<<<<

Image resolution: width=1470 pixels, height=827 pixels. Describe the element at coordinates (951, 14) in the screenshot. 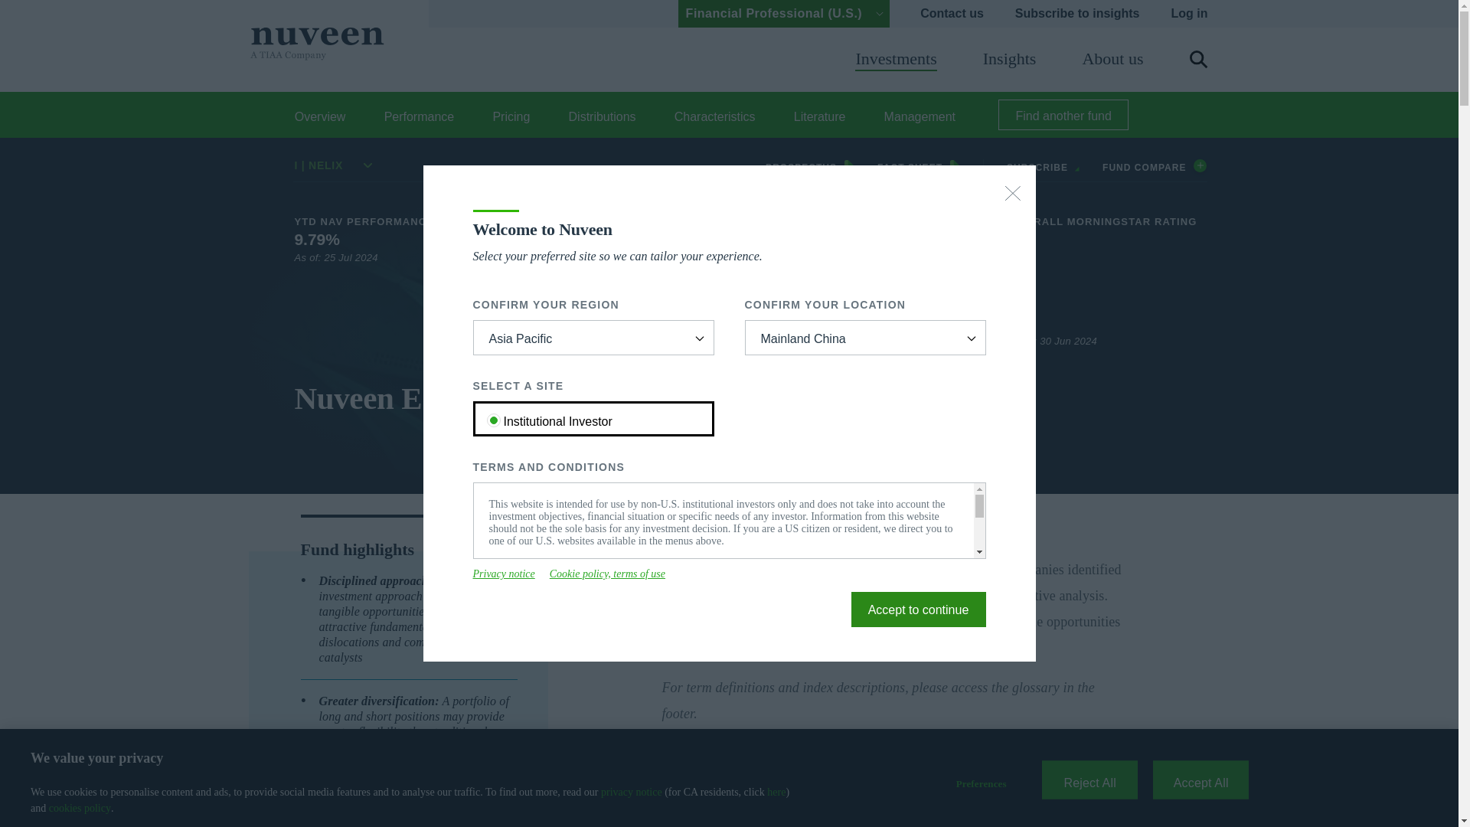

I see `Contact us` at that location.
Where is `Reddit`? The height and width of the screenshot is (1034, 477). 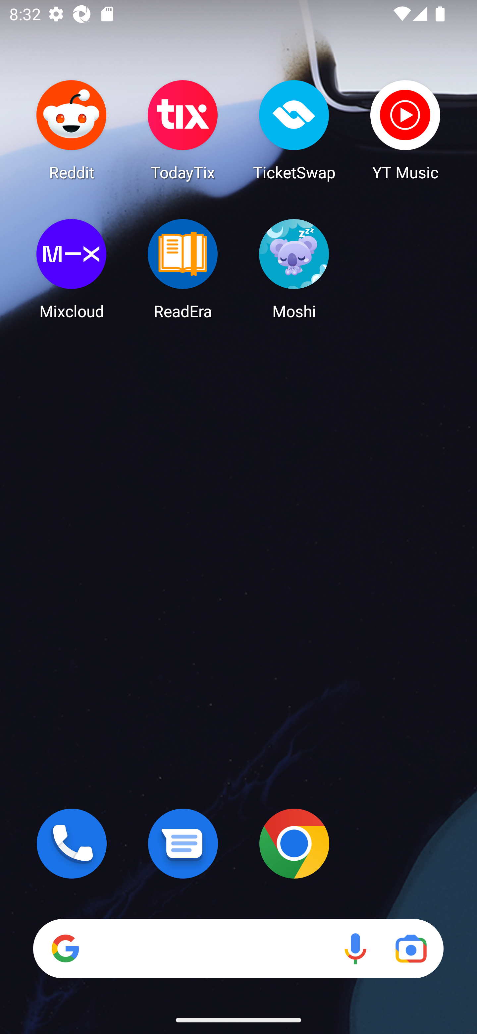 Reddit is located at coordinates (71, 130).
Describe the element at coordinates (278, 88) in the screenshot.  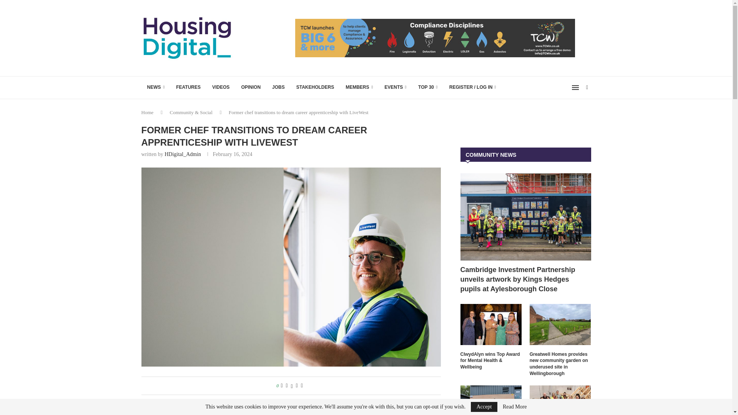
I see `JOBS` at that location.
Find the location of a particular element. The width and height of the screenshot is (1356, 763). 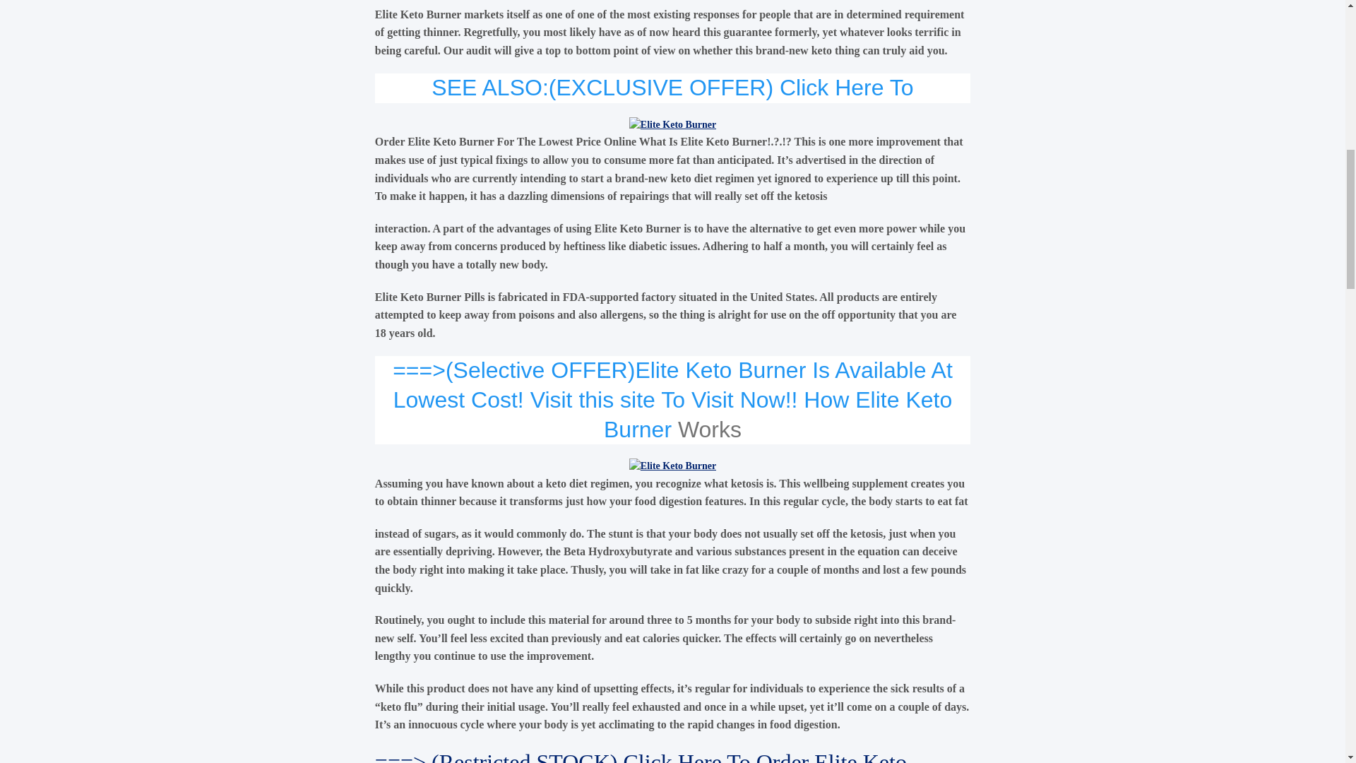

Elite Keto Burner is located at coordinates (639, 228).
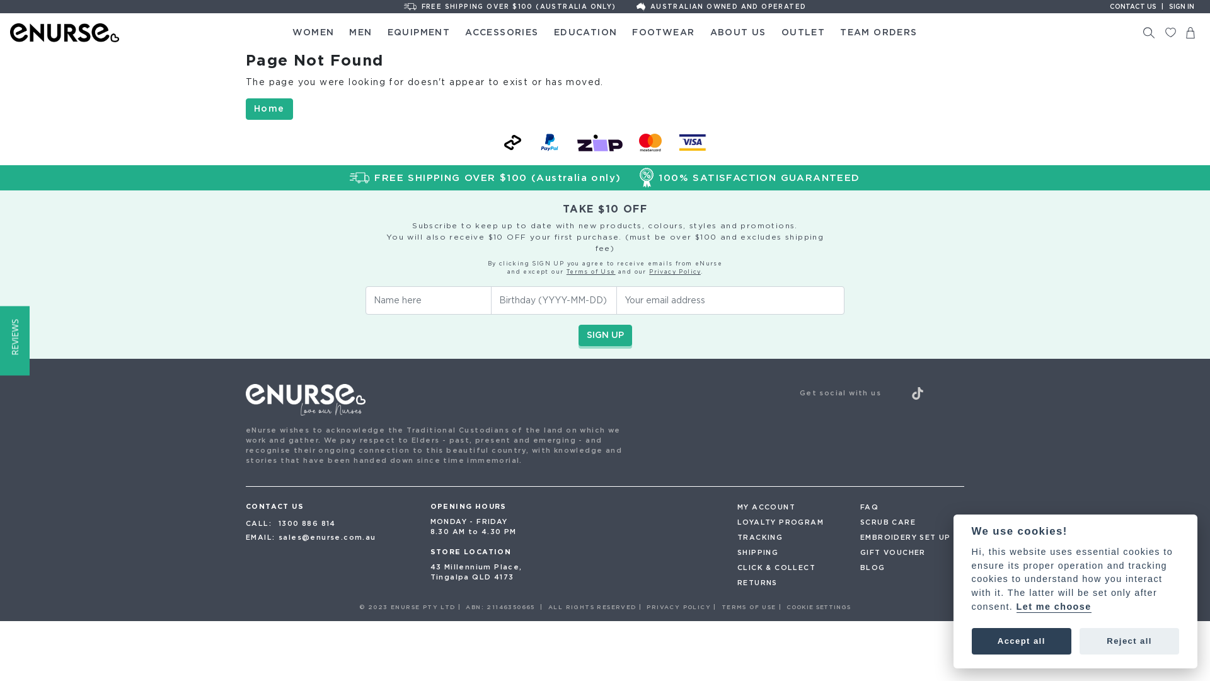 The height and width of the screenshot is (681, 1210). What do you see at coordinates (789, 537) in the screenshot?
I see `TRACKING` at bounding box center [789, 537].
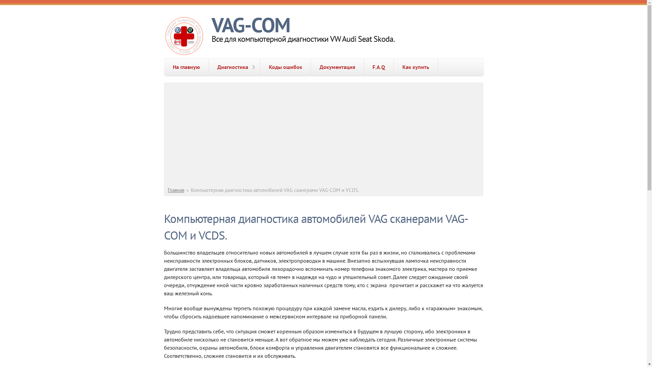 The image size is (652, 367). Describe the element at coordinates (251, 25) in the screenshot. I see `VAG-COM` at that location.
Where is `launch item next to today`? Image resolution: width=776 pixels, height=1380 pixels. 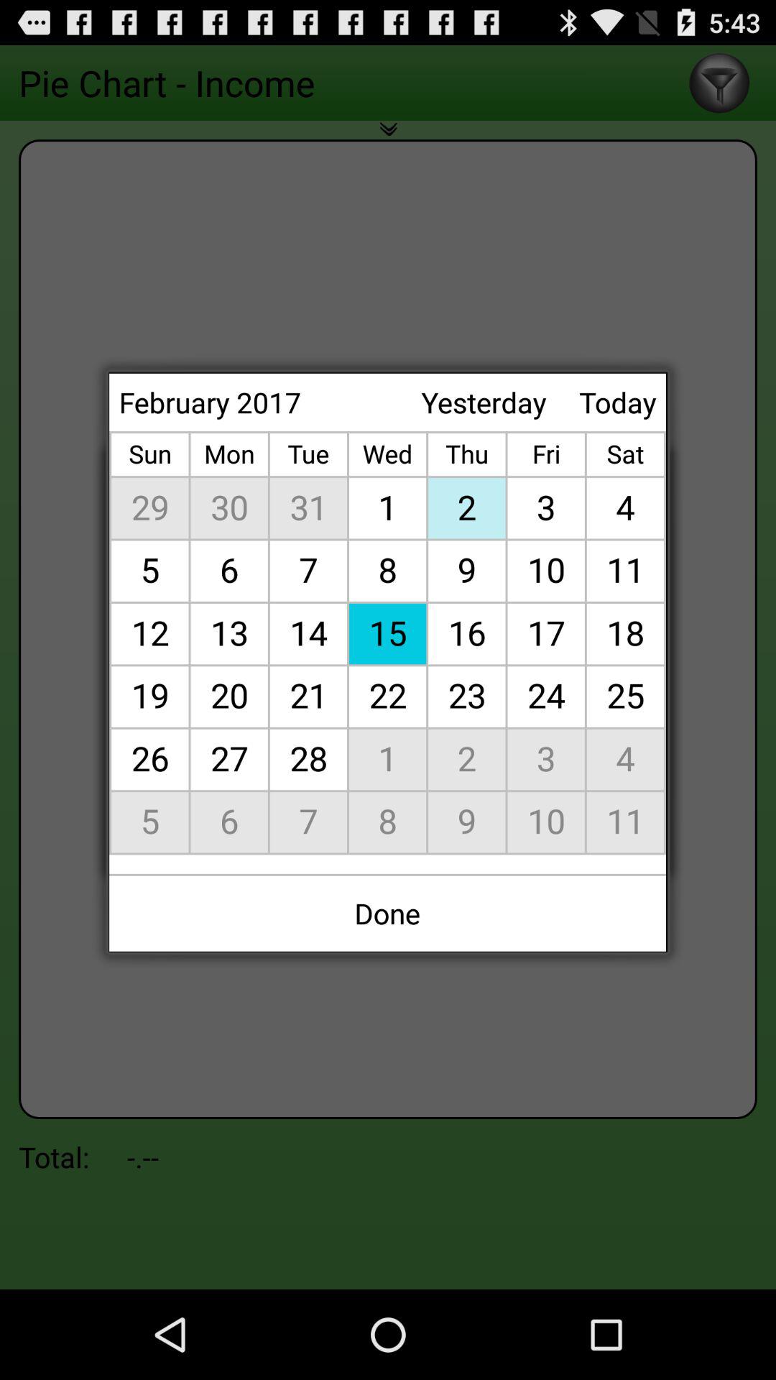
launch item next to today is located at coordinates (483, 402).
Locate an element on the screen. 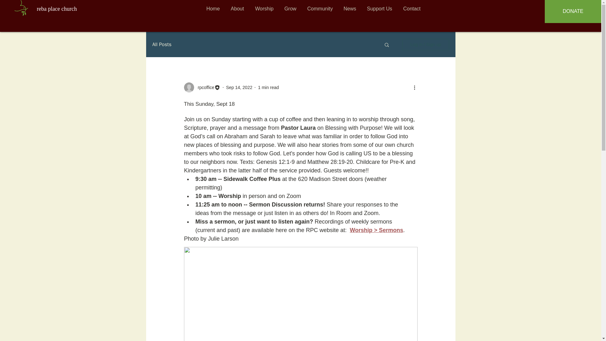 The image size is (606, 341). rpcoffice is located at coordinates (204, 87).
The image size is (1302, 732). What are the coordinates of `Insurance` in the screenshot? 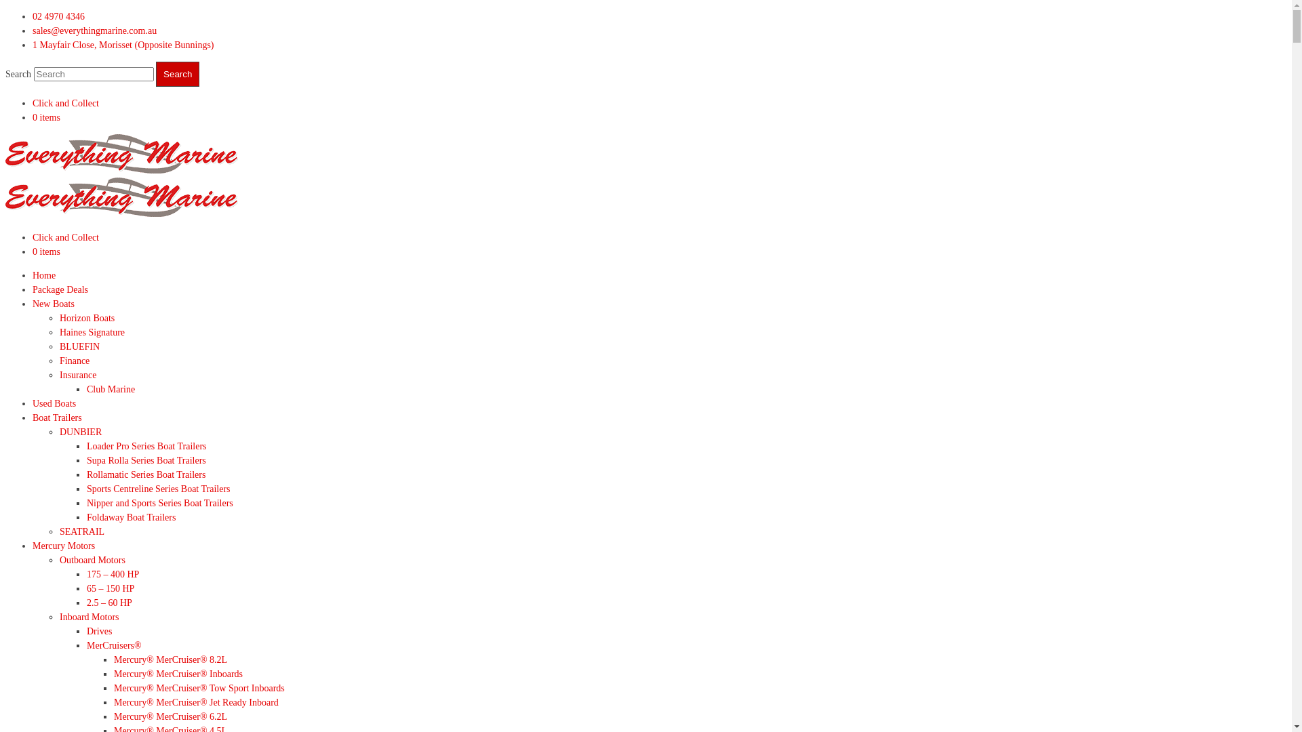 It's located at (78, 376).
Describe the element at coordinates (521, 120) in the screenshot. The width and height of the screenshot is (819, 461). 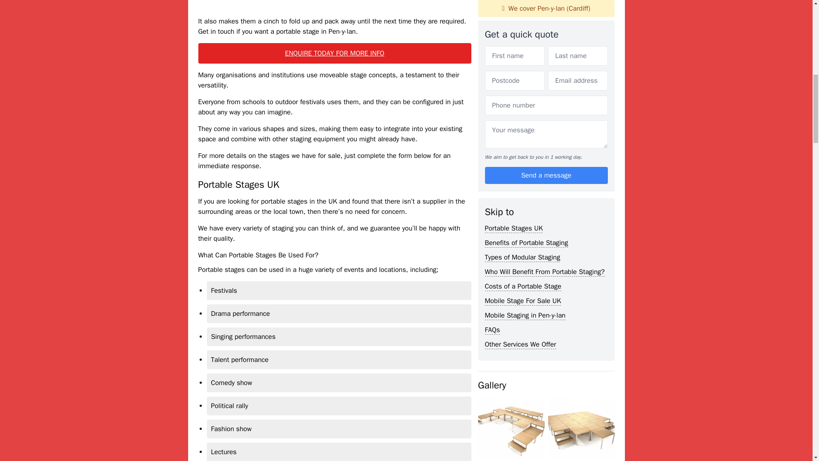
I see `Other Services We Offer` at that location.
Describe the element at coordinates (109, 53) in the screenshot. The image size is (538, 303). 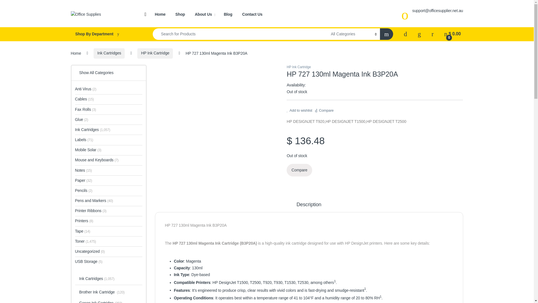
I see `Ink Cartridges` at that location.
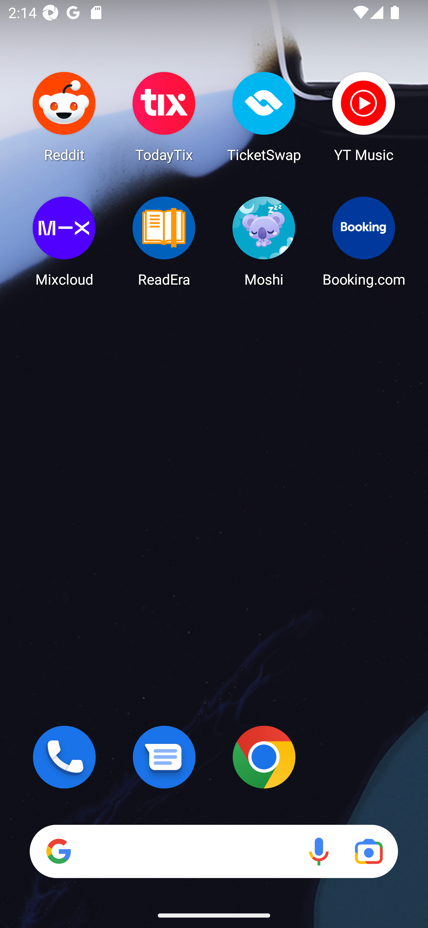 The height and width of the screenshot is (928, 428). I want to click on YT Music, so click(364, 117).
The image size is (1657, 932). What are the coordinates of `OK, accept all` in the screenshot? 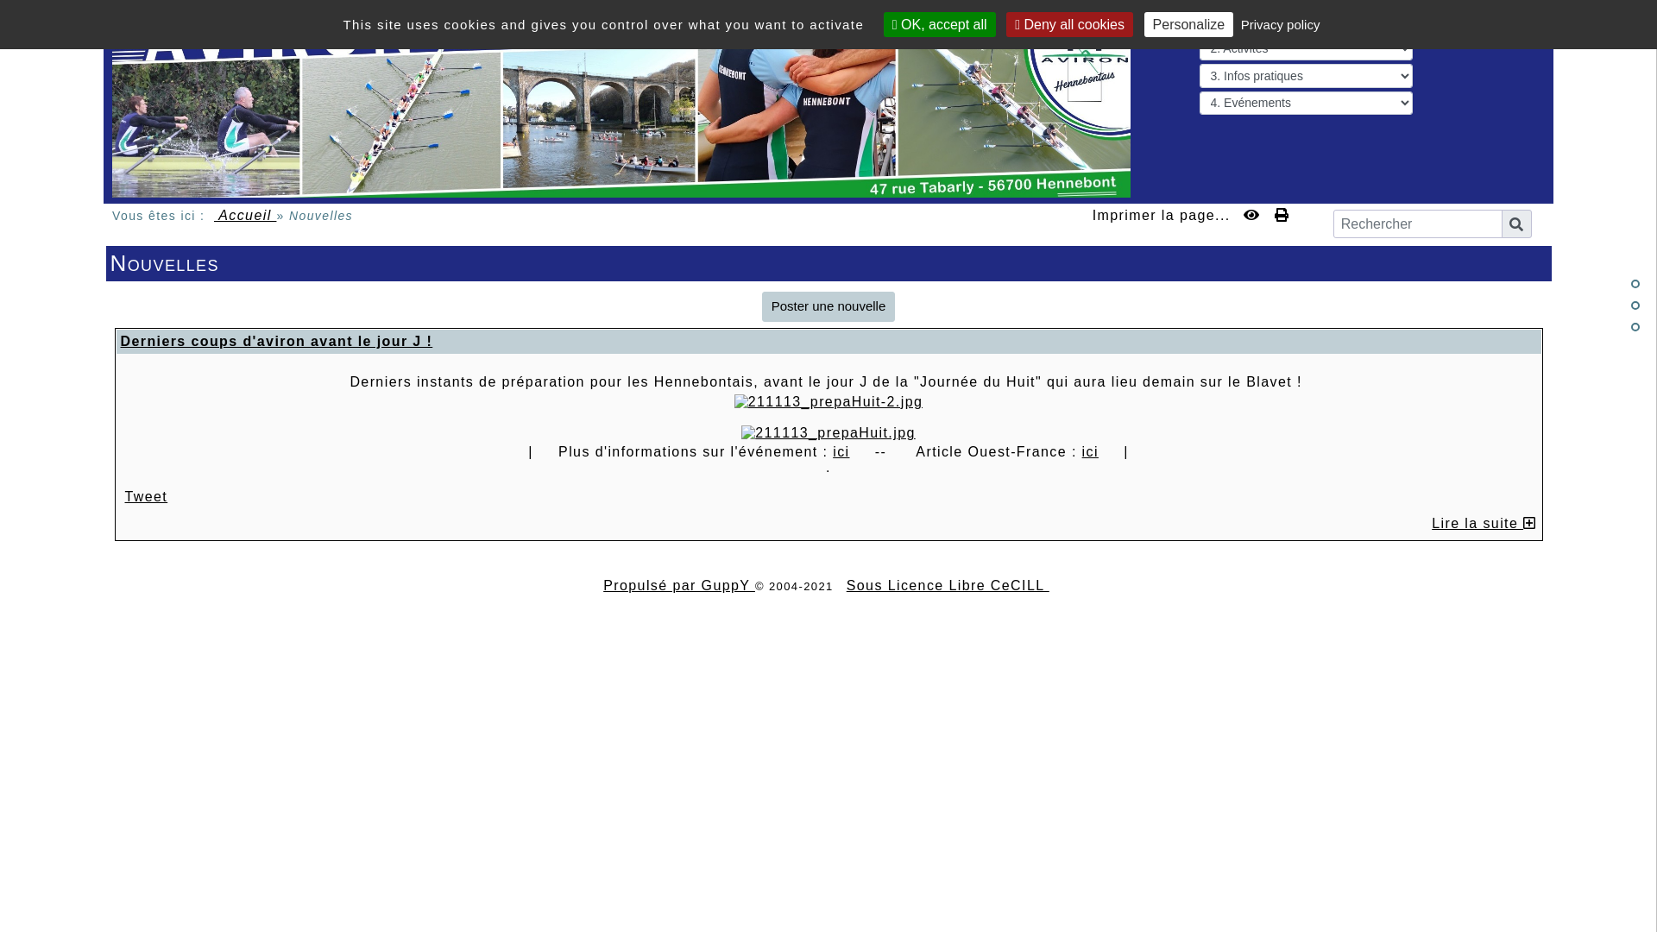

>>>>

Write out exactly the lines running from the one with "Describe the element at coordinates (521, 120)" through the end of the material, both ends included, while leaving the pictures out.

Answer -
Describe the element at coordinates (521, 120) in the screenshot. The width and height of the screenshot is (819, 461). 
I see `Other Services We Offer` at that location.
Describe the element at coordinates (109, 53) in the screenshot. The image size is (538, 303). 
I see `Ink Cartridges` at that location.
 The height and width of the screenshot is (928, 428). I want to click on YT Music, so click(364, 117).
The image size is (1657, 932). What are the coordinates of `OK, accept all` in the screenshot? 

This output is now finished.